OLBERMANN: Now, you're cutting yourself more time than you need. It's 40 trillionths of a second.

ZAYID: Oh, my gosh, I don't think I can even get it around me in that time.

OLBERMANN: Right. What - if you had one, what would you do with it? Say, if it worked, if it actually worked for, say, 40 minutes at a time rather than 40 trillionths of a second?

ZAYID: Forty minutes gives me a lot of stuff to do, but I was thinking about the 40 trillionth of a second. If I had that 40 trillionth of a second, the only thing I could think of - random act of violence. Right? So I am saying, I am going to take that 40 trillionths of a second and I'm going smack Chris Brown across the head. That's what I'm going to do with it.

OLBERMANN: Okay. Why? Anything about him? Just on behalf of women? Or -

ZAYID: Because, yeah - I mean, I am doing it on behalf of humanity, and I am doing it on behalf of women. But also, because I would get such a distinct pleasure of the fact that - I could do it without a cloak, but it's so much more fun when you are invisible.

OLBERMANN: All right, we will switch this up.

ZAYID: Okay.

OLBERMANN: Apply it to politics.
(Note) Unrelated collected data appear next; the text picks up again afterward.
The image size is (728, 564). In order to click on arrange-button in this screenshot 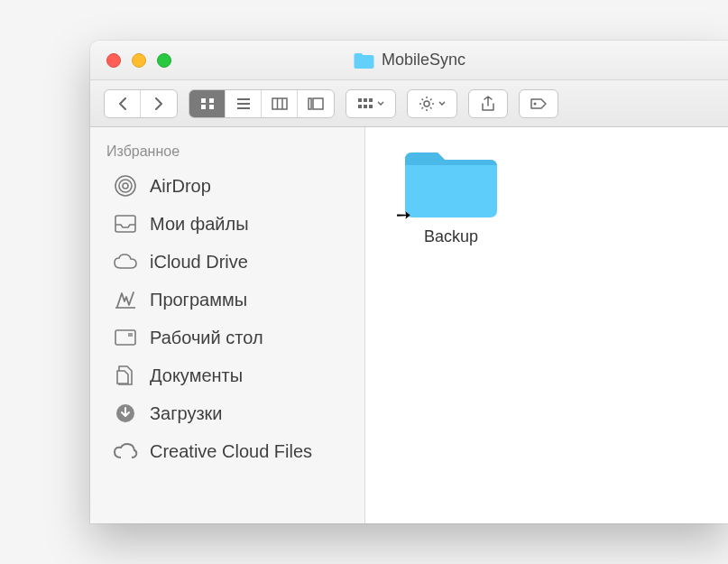, I will do `click(371, 104)`.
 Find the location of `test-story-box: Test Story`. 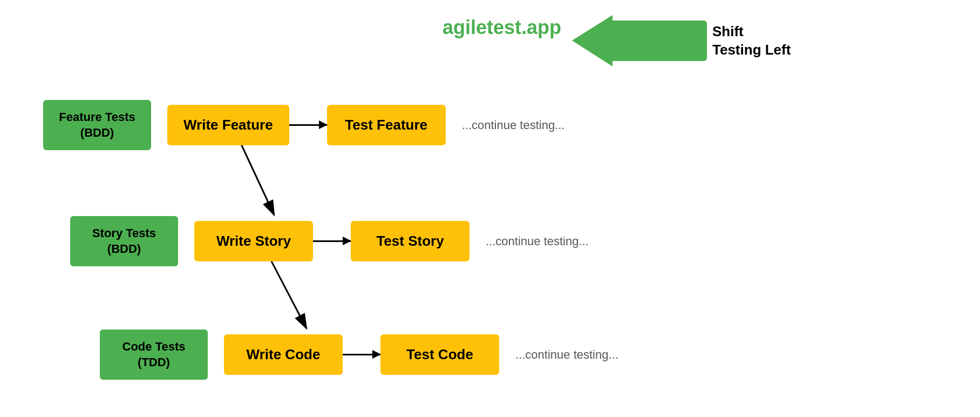

test-story-box: Test Story is located at coordinates (410, 241).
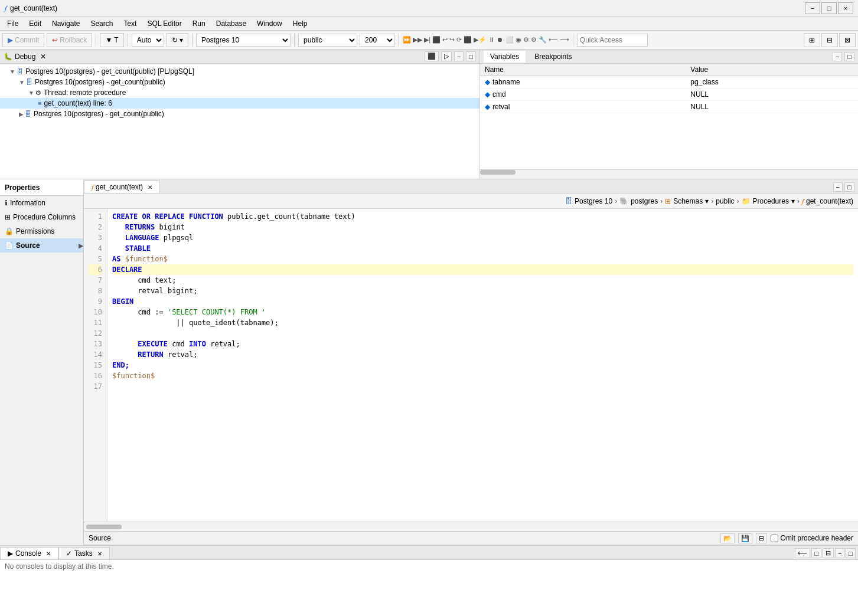 The width and height of the screenshot is (858, 616). I want to click on source-save-btn: 💾, so click(745, 538).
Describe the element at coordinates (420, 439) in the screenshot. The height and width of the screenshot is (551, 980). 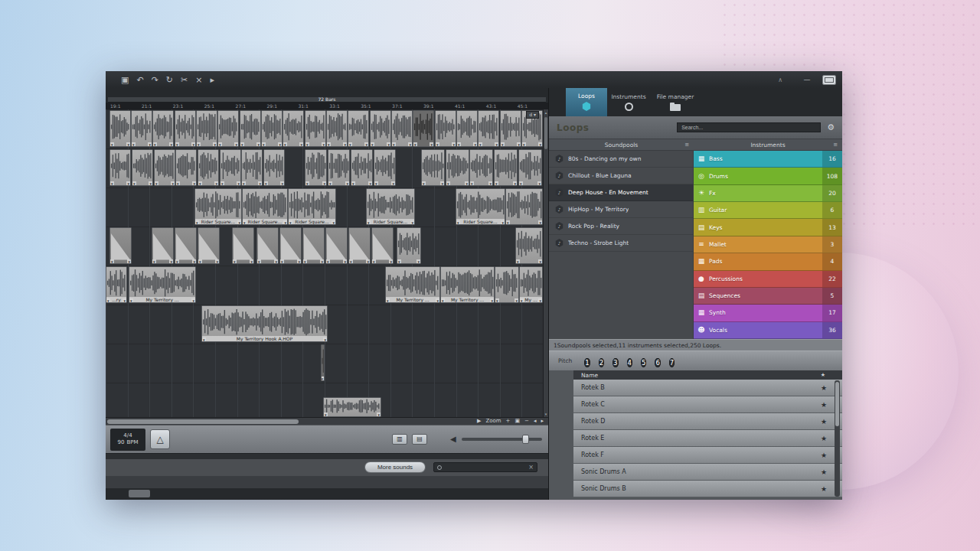
I see `mixer-button: ▤` at that location.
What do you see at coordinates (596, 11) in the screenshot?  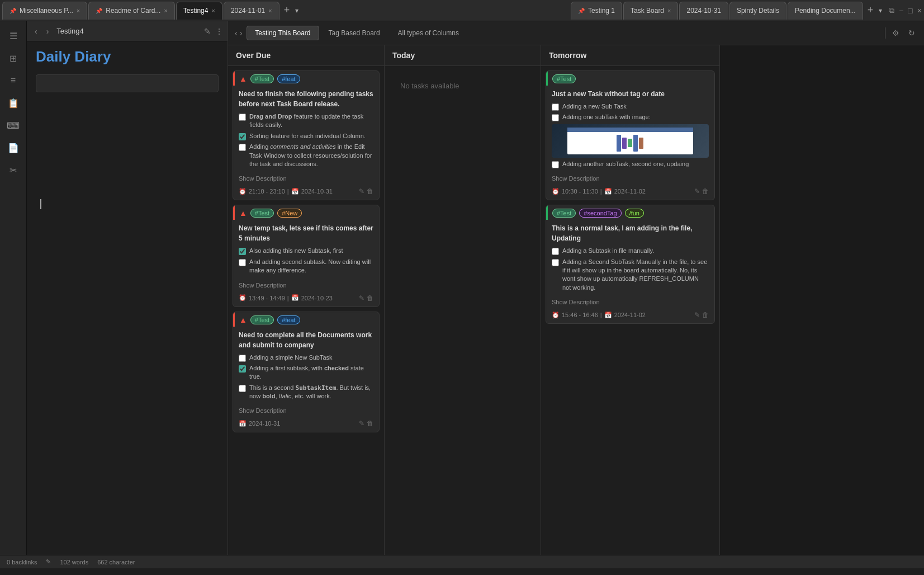 I see `tab-testing1: 📌 Testing 1` at bounding box center [596, 11].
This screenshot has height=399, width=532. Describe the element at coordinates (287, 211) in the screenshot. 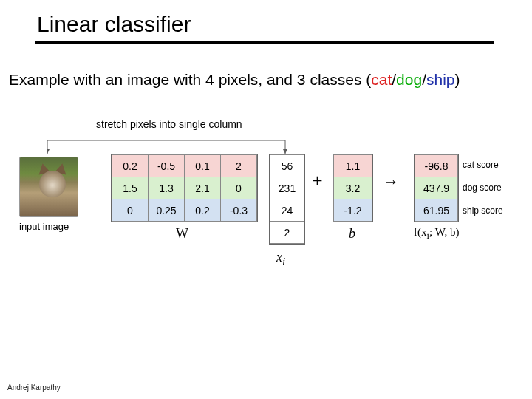

I see `table-row: 24` at that location.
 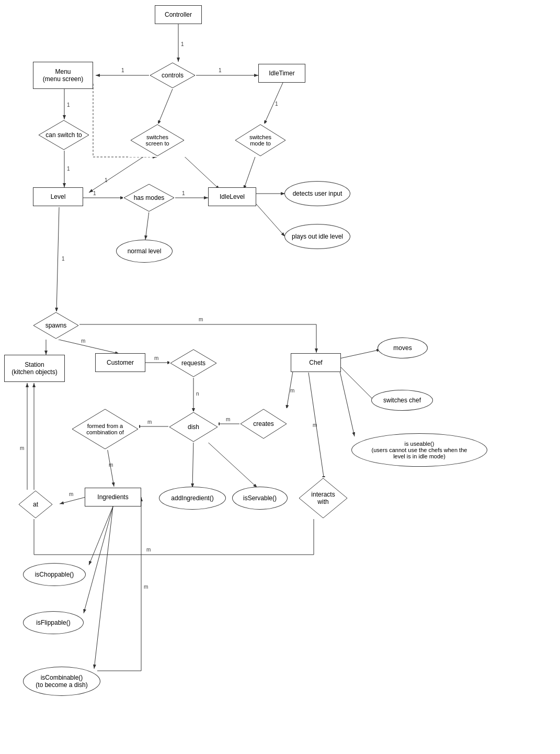 What do you see at coordinates (54, 575) in the screenshot?
I see `isChoppable-label: isChoppable()` at bounding box center [54, 575].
You have that cloak - what would you - which GOP candidate would you throw it over and why?

ZAYID: Okay, this was a difficult choice for me because my first instinct, immediately? Newt, because the doughboy complexion freaks me out. But I have decided to, you know, do a service to society - we're throwing the invisibility cloak over Santorum. It's disgusting. It makes me vomit. I can't watch TV with my mother any more. Put the cloak on Santorum.

OLBERMANN: I think he is in the process of slowly pulling up the cloak over himself, for a lot longer than 40 trillionths of a second. Because you know he said - he said "blah people," not black people.
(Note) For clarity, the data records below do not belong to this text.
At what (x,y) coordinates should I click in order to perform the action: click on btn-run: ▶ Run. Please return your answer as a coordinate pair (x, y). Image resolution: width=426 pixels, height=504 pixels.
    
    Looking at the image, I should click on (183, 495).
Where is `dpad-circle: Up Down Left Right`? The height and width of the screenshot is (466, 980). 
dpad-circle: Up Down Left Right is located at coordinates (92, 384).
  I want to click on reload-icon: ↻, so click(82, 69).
ZAYID: He said blah people.

OLBERMANN: He stopped himself.

ZAYID: Oh, I see. They're a whole different - they are a whole different breed.

OLBERMANN: Apparently. There are enough of them, whoever they are, they are enough of him for him to make somebody scared of him.
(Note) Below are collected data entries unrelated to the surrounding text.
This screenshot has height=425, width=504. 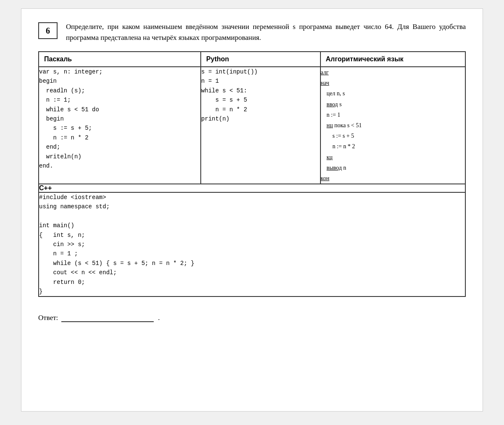 I want to click on alg-header: Алгоритмический язык, so click(x=393, y=59).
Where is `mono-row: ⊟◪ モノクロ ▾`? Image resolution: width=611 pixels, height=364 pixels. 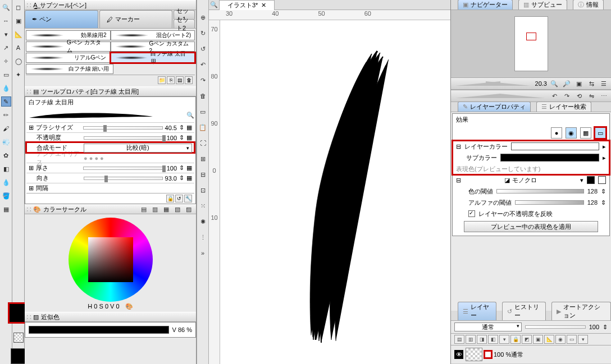 mono-row: ⊟◪ モノクロ ▾ is located at coordinates (531, 180).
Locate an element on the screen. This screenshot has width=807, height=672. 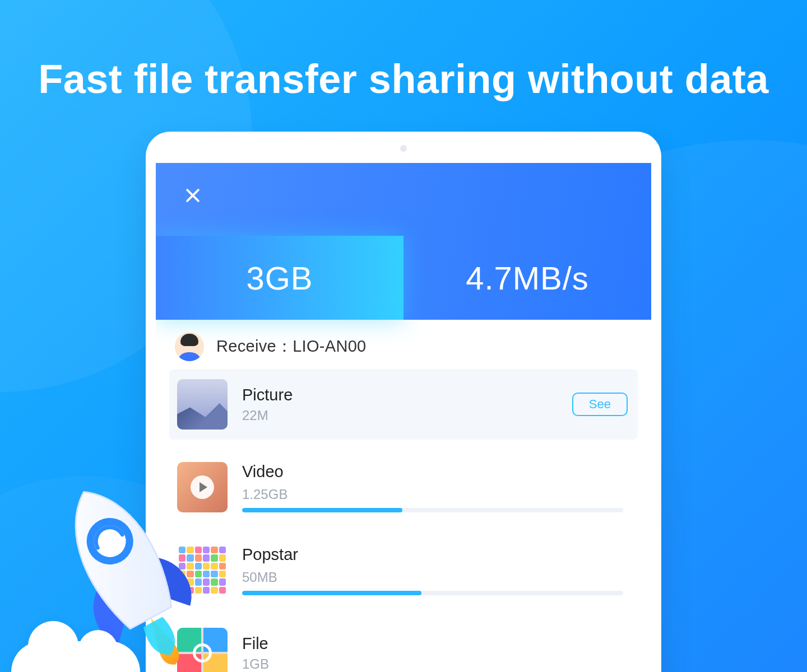
item-size: 1.25GB is located at coordinates (433, 494).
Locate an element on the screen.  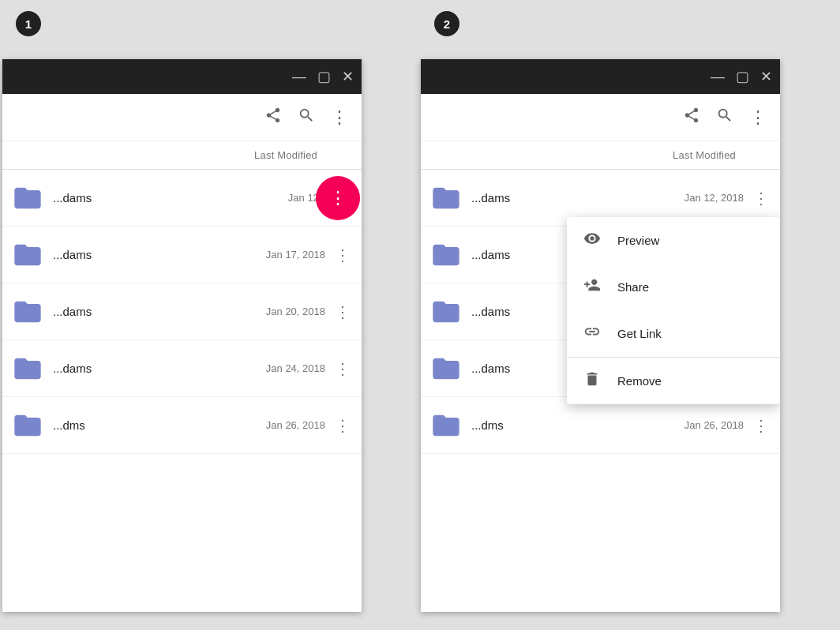
preview-icon is located at coordinates (592, 240).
ZAYID: Exactly. And then Michele Bachmann has gone. We can't even do the invisibility thing with her, because she stepped away. And I say we pour one out for Michelle Bachmann tonight and, by that, I mean a bottle of pills.

OLBERMANN: But she's - she was the only one of them who turned out to be rational. She got her fanny kicked in the Iowa caucus. And she went, "I hear you. I'm leaving. Peace out."

ZAYID: It was an amazing moment of clarity that Rick Perry completely lacked. I felt like he was the girl on "The Bachelor" who didn't get the rose but refused to get in the limousine. I was like, "Rick, it's time to go home."

OLBERMANN: Yeah, but she - but she - she pulled the cloak up over herself.

ZAYID: She did.

OLBERMANN: She did.

ZAYID: She's gone.

OLBERMANN: So, in other words - unless Palin re-enters - the first two people who were smart enough to actually see that people didn't like them were Palin and Bachmann. And if you had said that a year ago, and made that bet, you would own enough to buy - full circle - an invisibility cloak from Cornell University.

ZAYID: Yes. And Pat Robertson knew that, because God told him but he didn't tell me and now I have no cloak.

OLBERMANN: I can't tell you who it is.

"Countdown" contributor Maysoon Zayid. As always, a pleasure to have you here and we'll see you again soon, I hope.

ZAYID: Thank you so much.

OLBERMANN: That's "Countdown" for this, the 362nd day since John Boehner and the Republicans took the House. Thus, 362 days in which the Republicans have failed to pass a jobs bill of any kind.

Congratulations on getting through another day of this crap. This, they sold me as an invisibility cloak. It doesn't work. I am Keith Olbermann. Good night and good luck.